The NFL handed down postgame discipline to the New Orleans Saints after their matchup with the Carolina Panthers, with three players appearing on a league fine log tied to taunting, a violent gesture, and use of the helmet.
According to the fine listing, Saints player Kelvin Banks received the biggest fine at $11,593 for unsportsmanlike conduct (taunting). Devin Neal was fined $5,015 for unsportsmanlike conduct (violent gesture), while Danny Stutsman was docked $6,095 for unnecessary roughness (use of the helmet).
That trio of infractions matters for New Orleans for one simple reason: divisional games like Saints-Panthers are already high-emotion, high-flag environments, and the league is still sending a clear message about composure and player safety.
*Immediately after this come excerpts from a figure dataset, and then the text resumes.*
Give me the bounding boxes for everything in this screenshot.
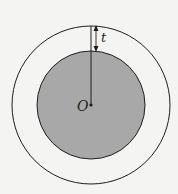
concentric-circles-diagram: t O [0, 0, 178, 194]
center-label: O [77, 98, 89, 114]
center-point [89, 103, 92, 106]
diagram-canvas: t O [0, 0, 178, 194]
thickness-label: t [101, 30, 107, 45]
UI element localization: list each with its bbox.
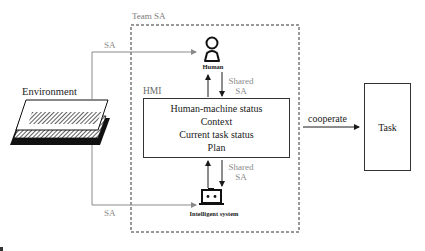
human-icon <box>205 38 219 62</box>
hmi-line-current-task-status: Current task status <box>179 128 253 141</box>
corner-mark <box>0 247 3 251</box>
shared-sa-bottom-line-2: SA <box>228 172 254 182</box>
shared-sa-top-line-2: SA <box>228 86 254 96</box>
hmi-line-context: Context <box>201 115 233 128</box>
human-label: Human <box>196 63 230 70</box>
task-box: Task <box>364 83 411 171</box>
shared-sa-bottom-line-1: Shared <box>228 162 254 172</box>
sa-label-top: SA <box>104 40 116 50</box>
hmi-box: Human-machine status Context Current tas… <box>143 98 290 158</box>
intelligent-system-label: Intelligent system <box>182 210 246 217</box>
sa-label-bottom: SA <box>104 208 116 218</box>
shared-sa-top-line-1: Shared <box>228 76 254 86</box>
intelligent-system-icon <box>199 188 224 205</box>
cooperate-label: cooperate <box>308 113 347 124</box>
hmi-label: HMI <box>143 86 161 96</box>
shared-sa-bottom-label: Shared SA <box>228 162 254 182</box>
environment-label: Environment <box>22 86 77 97</box>
task-label: Task <box>378 122 397 133</box>
shared-sa-top-label: Shared SA <box>228 76 254 96</box>
hmi-line-human-machine-status: Human-machine status <box>171 102 263 115</box>
environment-icon <box>10 100 110 145</box>
team-sa-label: Team SA <box>132 11 166 21</box>
hmi-line-plan: Plan <box>208 141 226 154</box>
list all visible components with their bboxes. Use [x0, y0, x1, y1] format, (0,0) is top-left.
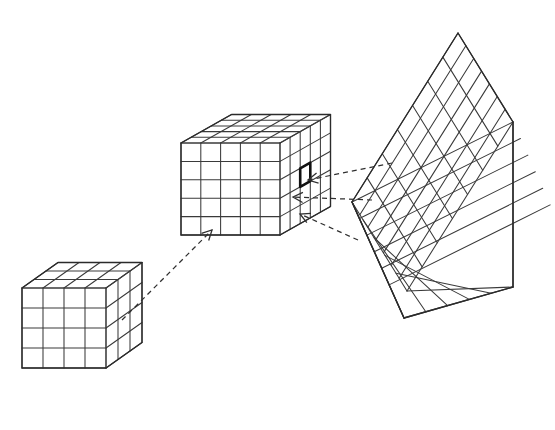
small-cube-group [22, 263, 142, 369]
medium-cube-group [181, 115, 331, 236]
isometric-zoom-diagram [0, 0, 555, 430]
diagram-canvas [0, 0, 555, 430]
medium-cube-front-face [181, 143, 280, 235]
Key details from the fine log
- Kelvin Banks (Saints): Unsportsmanlike Conduct — Taunting — $11,593
- Devin Neal (Saints): Unsportsmanlike Conduct — Violent gesture — $5,015
- Danny Stutsman (Saints): Unnecessary Roughness — Use of the helmet — $6,095
Saints vs. Panthers doesn’t usually need extra fuel, but divisional matchups have a way of turning routine snaps into emotion plays, and that’s where taunting and post-whistle moments show up. New Orleans has been trying to tighten up the small stuff, because the fastest way to lose control of a close NFC South game is giving an opponent free yardage or extending drives with unnecessary flags. Even when the league handles discipline later through fines, the takeaway for the Saints is the same: keep the edge, lose the extras.
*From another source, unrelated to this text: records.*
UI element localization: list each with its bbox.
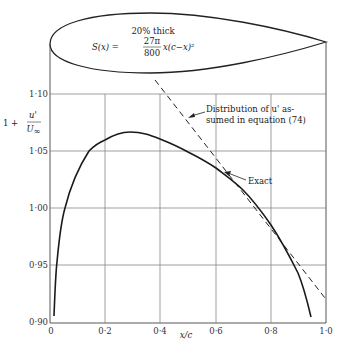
y-axis-label-num: u' bbox=[29, 110, 37, 120]
x-tick-1-0: 1·0 bbox=[319, 326, 333, 336]
x-tick-0-6: 0·6 bbox=[209, 326, 223, 336]
annotation-dashed-line1: Distribution of u' as- bbox=[206, 104, 294, 114]
y-tick-0-95: 0·95 bbox=[29, 260, 48, 270]
arrowhead-icon bbox=[188, 113, 195, 118]
airfoil-formula-den: 800 bbox=[144, 48, 160, 58]
chart: 20% thick S(x) = 27π 800 x(c−x)² 1·10 1·… bbox=[0, 0, 342, 350]
x-tick-0-2: 0·2 bbox=[98, 326, 112, 336]
y-tick-1-05: 1·05 bbox=[29, 146, 48, 156]
airfoil-formula-tail: x(c−x)² bbox=[163, 42, 195, 52]
x-axis-label: x/c bbox=[180, 330, 193, 340]
x-tick-0-4: 0·4 bbox=[153, 326, 167, 336]
series-exact-curve bbox=[54, 132, 311, 317]
airfoil-label-thickness: 20% thick bbox=[131, 26, 175, 36]
annotation-dashed-line2: sumed in equation (74) bbox=[206, 115, 306, 125]
y-tick-0-90: 0·90 bbox=[29, 317, 48, 327]
x-tick-0: 0 bbox=[48, 326, 53, 336]
y-axis-label-den-sub: ∞ bbox=[33, 126, 40, 136]
airfoil-formula-s: S(x) = bbox=[92, 42, 119, 52]
x-tick-0-8: 0·8 bbox=[264, 326, 278, 336]
y-tick-1-00: 1·00 bbox=[29, 203, 48, 213]
airfoil-formula-num: 27π bbox=[144, 36, 161, 46]
y-tick-1-10: 1·10 bbox=[29, 89, 48, 99]
annotation-exact: Exact bbox=[248, 176, 273, 186]
y-axis-label-prefix: 1 + bbox=[3, 118, 18, 128]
Saints Get Hit With NFL Discipline After Heated Moments vs Panthers
In-game flags are handled by officials in real time. The fine process is different: the NFL reviews plays after the fact and can issue discipline that doesn’t change the outcome, but does add consequences.
Two parts of this are worth noting for Saints fans:
First, the league labeling something as taunting or violent gesture is a big deal because those are the exact kinds of unsportsmanlike moments that can snowball into drive-killing penalties if they carry over into the next week.
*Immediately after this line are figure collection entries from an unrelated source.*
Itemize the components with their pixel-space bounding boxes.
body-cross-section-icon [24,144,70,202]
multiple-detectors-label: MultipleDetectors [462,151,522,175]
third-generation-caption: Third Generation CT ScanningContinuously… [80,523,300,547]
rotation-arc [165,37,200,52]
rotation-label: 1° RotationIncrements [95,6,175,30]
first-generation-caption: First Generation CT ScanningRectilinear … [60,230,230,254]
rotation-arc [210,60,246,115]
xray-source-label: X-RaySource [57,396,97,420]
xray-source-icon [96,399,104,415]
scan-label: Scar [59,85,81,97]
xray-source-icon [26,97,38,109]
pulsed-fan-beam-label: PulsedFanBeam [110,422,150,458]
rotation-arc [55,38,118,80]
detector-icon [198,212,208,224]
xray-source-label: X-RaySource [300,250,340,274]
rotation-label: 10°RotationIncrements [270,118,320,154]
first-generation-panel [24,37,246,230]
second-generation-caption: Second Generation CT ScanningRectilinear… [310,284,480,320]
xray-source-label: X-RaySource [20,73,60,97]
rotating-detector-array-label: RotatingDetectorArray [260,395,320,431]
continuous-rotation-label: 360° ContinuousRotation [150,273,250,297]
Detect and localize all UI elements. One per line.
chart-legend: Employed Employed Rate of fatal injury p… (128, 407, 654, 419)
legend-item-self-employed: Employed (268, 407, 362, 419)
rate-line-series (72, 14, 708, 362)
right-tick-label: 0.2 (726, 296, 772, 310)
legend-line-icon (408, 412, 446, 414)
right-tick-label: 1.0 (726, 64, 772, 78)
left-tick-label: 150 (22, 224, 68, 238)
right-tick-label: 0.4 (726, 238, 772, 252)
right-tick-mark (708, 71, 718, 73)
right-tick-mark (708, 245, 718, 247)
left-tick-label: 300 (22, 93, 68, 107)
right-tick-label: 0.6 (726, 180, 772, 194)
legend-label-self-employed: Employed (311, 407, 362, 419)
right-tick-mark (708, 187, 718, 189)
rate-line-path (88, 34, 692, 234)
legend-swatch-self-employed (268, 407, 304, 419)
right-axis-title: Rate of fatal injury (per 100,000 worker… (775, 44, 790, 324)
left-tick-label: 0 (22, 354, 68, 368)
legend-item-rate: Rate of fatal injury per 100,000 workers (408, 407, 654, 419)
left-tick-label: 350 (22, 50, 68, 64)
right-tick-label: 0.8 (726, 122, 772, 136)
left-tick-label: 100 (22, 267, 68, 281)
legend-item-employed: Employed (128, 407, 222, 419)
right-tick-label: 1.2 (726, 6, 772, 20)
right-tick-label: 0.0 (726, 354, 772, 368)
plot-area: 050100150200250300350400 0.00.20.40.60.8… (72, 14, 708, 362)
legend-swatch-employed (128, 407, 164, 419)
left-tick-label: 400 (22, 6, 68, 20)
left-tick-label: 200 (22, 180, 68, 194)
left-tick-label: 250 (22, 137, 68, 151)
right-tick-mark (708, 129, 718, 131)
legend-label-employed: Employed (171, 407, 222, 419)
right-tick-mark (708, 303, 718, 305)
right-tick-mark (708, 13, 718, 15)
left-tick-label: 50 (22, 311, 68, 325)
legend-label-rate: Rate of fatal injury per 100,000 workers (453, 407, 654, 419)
Second, use of the helmet continues to be one of the NFL’s brightest lines. Even when a player isn’t suspended, the league’s fine log is a reminder that technique and safety emphasis remain under the microscope.
What It Means for New Orleans Going Forward
For Banks and Neal, this is mostly about avoiding a pattern. The Saints don’t need emotional penalties turning into automatic first downs for an opponent — especially in the NFC South, where games routinely swing on a handful of possessions.
For Stutsman, the “use of the helmet” tag is the one that tends to trigger the most coaching attention. Teams are quick to correct it because it’s both a player-safety issue and a consistency issue: once officials and the league have a player on their radar, borderline hits can get interpreted harshly.
There’s also a practical layer here: players can typically appeal fines, so there may be a second news beat if anything is reduced or upheld.
Why This Matters Today and What Happens Next
The urgency is simple: the Saints are trying to stack clean, efficient football, and the NFL just created a pressure point — clean up the details, or keep paying for them.
What to watch next:
- Whether any of the three Saints appeal their fines
- Whether coaches address discipline publicly this week
- Whether New Orleans plays cleaner in its next game: vs. the Jets on December 21.